Ansu Fati could not believe he had scored. Barcelona's 16-year-old forward had only been on the pitch for five minutes when he rose between Osasuna defenders Nacho Vidal and Aridane Hernandez to power home a superb header and level the match at 1-1.
In doing so, he became Barca's youngster ever goalscorer in La Liga at 16 years and 304 days, beating a record held by Bojan Krkic and which had previously belonged to Lionel Messi. He is also the third-youngest to net in the competition's history.
His name was shown on the big screens at El Sadar, but there was no image of his face, only a blank space where the picture of his head should have been. Even La Liga have been caught by surprise with the arrival of this new sensation. And Osasuna were too.
"Bloody hell, it has gone in," he said as he was congratulated by his team-mates at El Sadar. "I was surprised," he told Barca TV after the game. And when the interviewer informed him he was the youngster league scorer in the club's history, he was even more surprised. "I didn't know," he said. "It's an honour."
On television, his full name flashed up on the screen after the goal. Anssumane Fati, viewers saw, but the teenager likes to be known as Ansu. Remember the name.
Ansu Fati was born in Guinea-Bissau on October 31st, 2002. Two nights earlier, Barca beat Club Brugge 1-0 in the Champions League with a goal from Juan Roman Riquelme.
Ronaldinho would not arrive at the Catalan club until the following season and young Ansu has been compared to the brilliant Brazilian due to his similar dribbling style, his ability to run with the ball, beat players and score goals.
Fati did not meet his father until the age of six, having moved to the south of Spain to start a new life for the family while his partner was pregnant. "I knew he liked football, like any other African kid," Bori Fati told COPE last week. "But I didn't know he was so good!"
Ansu and his mother were reunited with Bori in Andalusia in early 2009 and the young boy asked his father to take him to play football. In Guinea-Bissau, he had played with improvised balls made of rolled-up socks, but with a real ball at his feet, he was soon impressing Spain's biggest clubs.
He joined Sevilla's youth team in 2010 and within weeks, both Real Madrid and Barcelona wanted to sign him. Los Blancos offered more money, but the family opted for Barca because of the residence at La Masia.
The youngster started out as a striker in the Alevin A side and formed a deadly partnership with Takefusa Kubo, although the pair's progress was halteddue to the FIFA ban for irregularities in the signing of young players.
Kubo ended up leaving and later moved to Real Madrid, but Fati stayed. He was not one of the players involved in the controversy, but Barca decided not to select him for a while in order to avoid any possible problems.
In the Juvenil B team, former Barca midfielder Jose Mari Bakero used him on the left, believing he could take advantage of his dribbling and link-up play in that position. He has never looked back.
Now, Fati is the jewel of the Juvenil A side and has leapt up to the first team at the Catalan club, without ever having turned out for Barca B.
And with Messi, Luis Suarez and Ousmane Dembele all out because of injury, he was called up by Ernesto Valverde and made his debut for Barca as a substitute in last weekend's 5-2 win at home to Real Betis.
Valverde, usually cautious with young players, said: "He has a lot of self-confidence, he moves into space, he goes one v one. I think he is the youngest played I have debuted. He can give us a good performance."
"I will never forget this day for the rest of my life," Fati wrote on Instagram afterwards. "It's a dream come true for any boy from La Masia: debut at Camp Nou... sharing the dressing room with the best players in the world."
His parents, naturally, were thrilled. "When he told us he had been called up by Valverde, I started crying and my wife did too," his father told Cadena SER. "When he went onto the pitch, we were on a cloud."
And he added: "Now I can die [happy]... my son has made his debut for Barca."
Messi, who watched that match from the stands, posted a picture on Instagram afterwards which showed him in a warm embrace with Fati, evoking memories of how Ronaldinho had hugged him after his first Barca goal against Albacete in 2005.
"The present and the future," the club's official account replied underneath the photo of their 32-year-old captain and his 16-year-old team-mate and possible heir. Now the youngster has his first goal too and this is just the beginning for Ansu Fati at Barcelona.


(WHAT TO WORK ON) Starting at the line with "Locate human face.", retype each line exactly up to and including the final line of the records below.

==== RECORDS SUPPLIED ====

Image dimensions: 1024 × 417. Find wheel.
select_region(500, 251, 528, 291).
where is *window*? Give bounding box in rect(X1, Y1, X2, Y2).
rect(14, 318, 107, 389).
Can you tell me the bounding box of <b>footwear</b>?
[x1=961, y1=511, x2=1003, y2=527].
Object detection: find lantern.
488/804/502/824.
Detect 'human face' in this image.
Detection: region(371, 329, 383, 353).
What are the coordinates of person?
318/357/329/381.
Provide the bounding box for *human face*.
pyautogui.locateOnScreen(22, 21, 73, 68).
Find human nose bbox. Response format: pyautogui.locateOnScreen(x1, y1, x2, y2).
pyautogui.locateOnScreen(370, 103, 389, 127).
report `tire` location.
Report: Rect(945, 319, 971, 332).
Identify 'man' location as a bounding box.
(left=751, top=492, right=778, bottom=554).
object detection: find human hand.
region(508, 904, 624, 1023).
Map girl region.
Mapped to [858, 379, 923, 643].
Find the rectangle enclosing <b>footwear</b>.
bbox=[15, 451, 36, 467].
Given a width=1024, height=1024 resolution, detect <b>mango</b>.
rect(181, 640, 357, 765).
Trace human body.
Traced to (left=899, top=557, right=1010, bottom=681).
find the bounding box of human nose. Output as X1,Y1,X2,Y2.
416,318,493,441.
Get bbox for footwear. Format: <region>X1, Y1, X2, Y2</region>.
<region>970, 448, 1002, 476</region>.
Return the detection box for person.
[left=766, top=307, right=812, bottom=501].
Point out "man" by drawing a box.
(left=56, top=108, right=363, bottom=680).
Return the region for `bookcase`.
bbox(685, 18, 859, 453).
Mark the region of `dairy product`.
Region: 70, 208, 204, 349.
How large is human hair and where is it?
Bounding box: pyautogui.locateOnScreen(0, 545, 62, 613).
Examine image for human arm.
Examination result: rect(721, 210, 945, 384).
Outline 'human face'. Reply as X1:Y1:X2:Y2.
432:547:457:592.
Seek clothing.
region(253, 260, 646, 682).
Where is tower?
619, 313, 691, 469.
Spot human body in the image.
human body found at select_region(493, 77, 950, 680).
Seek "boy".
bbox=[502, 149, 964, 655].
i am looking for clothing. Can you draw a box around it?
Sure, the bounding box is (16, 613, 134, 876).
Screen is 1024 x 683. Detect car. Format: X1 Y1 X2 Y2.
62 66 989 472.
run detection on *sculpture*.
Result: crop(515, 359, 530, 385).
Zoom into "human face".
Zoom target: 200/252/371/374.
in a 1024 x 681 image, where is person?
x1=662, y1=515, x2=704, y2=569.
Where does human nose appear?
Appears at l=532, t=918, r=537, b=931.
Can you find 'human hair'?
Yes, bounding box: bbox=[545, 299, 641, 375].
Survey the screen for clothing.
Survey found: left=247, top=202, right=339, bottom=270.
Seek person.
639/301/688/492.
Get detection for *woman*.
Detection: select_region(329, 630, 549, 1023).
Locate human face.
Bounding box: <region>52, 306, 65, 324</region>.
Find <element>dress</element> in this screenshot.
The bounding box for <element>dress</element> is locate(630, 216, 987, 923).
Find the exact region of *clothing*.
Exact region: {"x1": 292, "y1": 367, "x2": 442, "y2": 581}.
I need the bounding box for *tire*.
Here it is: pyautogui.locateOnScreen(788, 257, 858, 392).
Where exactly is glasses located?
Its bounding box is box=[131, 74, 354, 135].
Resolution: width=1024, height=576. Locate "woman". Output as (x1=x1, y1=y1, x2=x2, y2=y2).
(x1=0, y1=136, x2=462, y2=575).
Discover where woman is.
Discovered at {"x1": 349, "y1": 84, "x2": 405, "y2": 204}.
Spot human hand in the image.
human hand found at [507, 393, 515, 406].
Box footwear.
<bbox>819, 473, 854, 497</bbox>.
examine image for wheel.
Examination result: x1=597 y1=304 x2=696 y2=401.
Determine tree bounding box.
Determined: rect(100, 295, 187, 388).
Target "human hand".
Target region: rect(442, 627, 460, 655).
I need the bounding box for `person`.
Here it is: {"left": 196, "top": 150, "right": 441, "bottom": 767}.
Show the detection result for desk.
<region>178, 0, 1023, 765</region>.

====

(TASK RESPONSE)
Locate human face.
Bounding box: <region>52, 306, 65, 324</region>.
Find <element>dress</element> in this screenshot.
The bounding box for <element>dress</element> is locate(630, 216, 987, 923).
Find the exact region of *clothing*.
Exact region: {"x1": 292, "y1": 367, "x2": 442, "y2": 581}.
I need the bounding box for *tire*.
Here it is: pyautogui.locateOnScreen(788, 257, 858, 392).
Where exactly is glasses located?
Its bounding box is box=[131, 74, 354, 135].
Resolution: width=1024, height=576. Locate "woman". Output as (x1=x1, y1=y1, x2=x2, y2=y2).
(x1=0, y1=136, x2=462, y2=575).
Discover where woman is.
Discovered at {"x1": 349, "y1": 84, "x2": 405, "y2": 204}.
Spot human hand in the image.
human hand found at [507, 393, 515, 406].
Box footwear.
<bbox>819, 473, 854, 497</bbox>.
examine image for wheel.
Examination result: x1=597 y1=304 x2=696 y2=401.
Determine tree bounding box.
Determined: rect(100, 295, 187, 388).
Target "human hand".
Target region: rect(442, 627, 460, 655).
I need the bounding box for `person`.
Here it is: {"left": 196, "top": 150, "right": 441, "bottom": 767}.
Show the detection result for desk.
<region>178, 0, 1023, 765</region>.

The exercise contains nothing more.